[ACTIVITY] An identical copy of all the records is what the answer must contain.

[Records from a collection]
#####

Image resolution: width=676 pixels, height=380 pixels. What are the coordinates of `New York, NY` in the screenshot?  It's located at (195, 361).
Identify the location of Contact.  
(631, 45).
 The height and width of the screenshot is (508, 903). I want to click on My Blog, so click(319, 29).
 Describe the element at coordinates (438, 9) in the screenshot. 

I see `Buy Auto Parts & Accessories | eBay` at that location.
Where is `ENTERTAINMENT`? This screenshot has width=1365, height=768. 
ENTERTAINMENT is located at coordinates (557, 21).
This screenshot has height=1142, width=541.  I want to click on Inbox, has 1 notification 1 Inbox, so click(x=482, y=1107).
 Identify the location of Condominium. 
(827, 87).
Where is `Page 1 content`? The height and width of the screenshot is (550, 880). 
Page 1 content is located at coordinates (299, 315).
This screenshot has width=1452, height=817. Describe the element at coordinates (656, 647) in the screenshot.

#####

[EXPECTED OUTPUT]
Image resolution: width=676 pixels, height=380 pixels. What are the coordinates of `New York, NY` in the screenshot?  It's located at (195, 361).
Identify the location of Contact.  
(631, 45).
 The height and width of the screenshot is (508, 903). I want to click on My Blog, so click(319, 29).
 Describe the element at coordinates (438, 9) in the screenshot. 

I see `Buy Auto Parts & Accessories | eBay` at that location.
Where is `ENTERTAINMENT`? This screenshot has width=1365, height=768. 
ENTERTAINMENT is located at coordinates (557, 21).
This screenshot has height=1142, width=541.  I want to click on Inbox, has 1 notification 1 Inbox, so click(x=482, y=1107).
 Identify the location of Condominium. 
(827, 87).
Where is `Page 1 content`? The height and width of the screenshot is (550, 880). 
Page 1 content is located at coordinates (299, 315).
This screenshot has width=1452, height=817. Describe the element at coordinates (656, 647) in the screenshot.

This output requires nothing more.